Question: Type the following C program to see the function of exec() system call: #include char *myargs[] = { ls, -l, NULL }; int main() {
Type the following C program to see the function of exec() system call:
#include
char *myargs[] = {
"ls",
"-l",
NULL
};
int main()
{
int i;
if (fork()==0)
{
execvp("ls",myargs);
printf("NEVER PRINTED ");
exit(0);
}
else
{
for (i=0;i<5;i++)
{
printf("PARENT: %d ",i);
sleep(1);
}
}
printf("DONE ");
return 0;
}
Call the above program p3.c, and compile it as follows: gcc -o p3 p3.c
Then execute p3 and report the output.
Questions:
3.1 What is the output of child process?
3.2 Why you dont see the "NEVER PRINTED" message?

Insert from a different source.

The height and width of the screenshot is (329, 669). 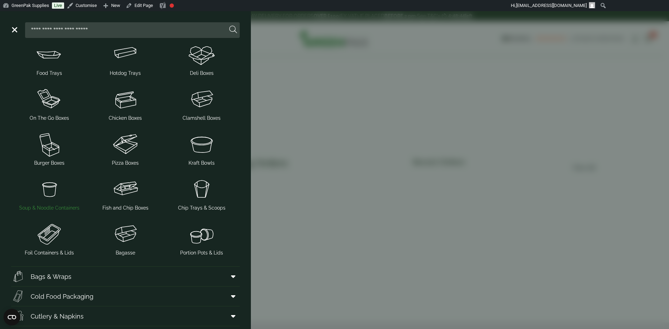 I want to click on img: Chip_tray.svg, so click(x=201, y=189).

3.3 What is the output of parent process?
3.4 Execute p3 several times. Why sometimes the outputs of parent and child are interleaved?
3.5 How could you convert the parent to a long-running process? Convert it and then put it in the background. Report the status and PID.

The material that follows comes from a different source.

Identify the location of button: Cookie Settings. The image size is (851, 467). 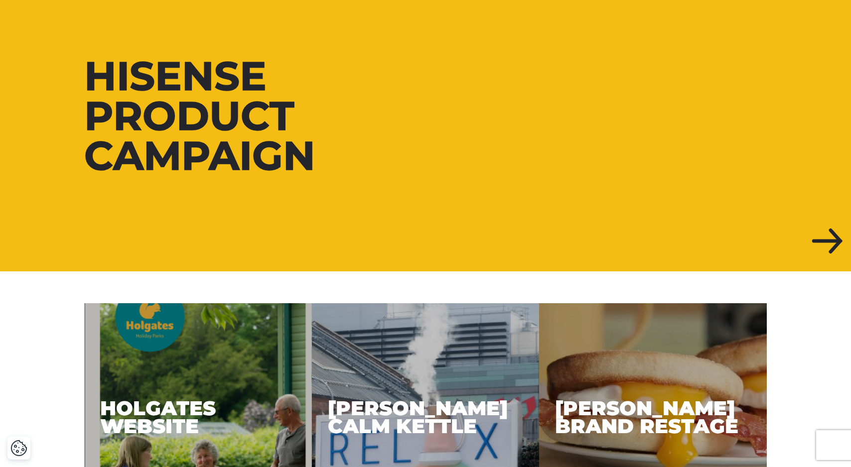
(19, 449).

4. A process can wait for one of its child processes to finish by executing the wait() system call. The value returned by wait is the process ID of the child process that terminated. If the process that calls wait() does not have any child process, wait returns the value of 1 immediately. If the process that calls wait has one or more child processes that has not yet terminated, then the calling process is suspended by the kernel until one of its child processes terminates. When a child process terminates and wait returns, if the status argument is not NULL, the value passed to exit() by the terminating child process is stored in the status variable.